Internal TCP/UDP Load Balancing creates a private (RFC 1918) IP address for the cluster that receives traffic on the network within the same compute region. A Kubernetes Service with type: Loadbalancer and the cloud.google.com/load-balancer-type: Internal annotation creates an ILB that targets the Kubernetes Service. The number of such Services is limited by the number of internal forwarding rules that you can create in a VPC network. Maximum 75 of forwarding rules per network for: - Internal TCP/UDP Load Balancing - Internal HTTP(S) Load Balancing
In a GKE cluster, an internal forwarding rule points to all the nodes in the cluster. Each node in the cluster is a backend VM for the ILB. The maximum number of backend VMs for an ILB is 250, regardless of how the VMs are associated with instance groups.
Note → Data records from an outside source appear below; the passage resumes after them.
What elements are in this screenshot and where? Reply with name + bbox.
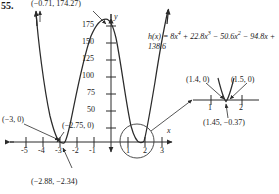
x-tick--1: -1 xyxy=(89,147,96,155)
curve-upper-arrowheads xyxy=(36,9,169,26)
inset-x-tick-1: 1 xyxy=(208,104,212,112)
x-axis-label: x xyxy=(167,127,171,135)
x-tick-1: 1 xyxy=(126,147,130,155)
x-tick-3: 3 xyxy=(160,147,164,155)
x-tick-2: 2 xyxy=(143,147,147,155)
inset-axis xyxy=(193,95,259,105)
y-axis xyxy=(106,14,116,152)
local-min-left-label: (−2.88, −2.34) xyxy=(31,178,77,186)
x-tick--3: -3 xyxy=(55,147,62,155)
zero-left-label: (−3, 0) xyxy=(2,116,24,124)
zero-second-label: (−2.75, 0) xyxy=(62,122,94,130)
x-tick--4: -4 xyxy=(38,147,45,155)
inset-zero-right-label: (1.5, 0) xyxy=(231,76,254,84)
y-axis-label: y xyxy=(114,13,118,21)
local-max-label: (−0.71, 174.27) xyxy=(31,0,81,8)
y-tick-100: 100 xyxy=(82,72,94,80)
magnifier-leader-line xyxy=(151,100,192,131)
inset-x-tick-2: 2 xyxy=(239,104,243,112)
inset-local-min-label: (1.45, −0.37) xyxy=(203,119,245,127)
y-tick-75: 75 xyxy=(87,89,95,97)
exercise-number: 55. xyxy=(1,1,14,11)
x-tick--5: -5 xyxy=(21,147,28,155)
y-tick-125: 125 xyxy=(82,55,94,63)
x-tick--2: -2 xyxy=(72,147,79,155)
y-tick-175: 175 xyxy=(82,21,94,29)
y-tick-50: 50 xyxy=(87,106,95,114)
figure-container: 55. (−0.71, 174.27) (−3, 0) (−2.75, 0) (… xyxy=(0,0,279,194)
function-equation: h(x) = 8x4 + 22.8x3 − 50.6x2 − 94.8x + 1… xyxy=(148,29,276,53)
y-tick-150: 150 xyxy=(82,38,94,46)
inset-zero-left-label: (1.4, 0) xyxy=(186,76,209,84)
So the maximum number of nodes in a GKE cluster with an ILB is 250. If you have autoscaling enabled for your cluster, you must ensure that autoscaling does not scale your cluster beyond 250 nodes.
When you create an internal forwarding rule, you must choose one of the following port specifications: • Specify at least one and up to five ports, by number • Specify ALL to forward traffic on all ports Google Kubernetes Engine (GKE) doesn't support creating a Service of type LoadBalancer with an internal forwarding rule using all ports. However, you can manually create an internal TCP/UDP load balancer with an internal forwarding rule using all ports for your GKE nodes.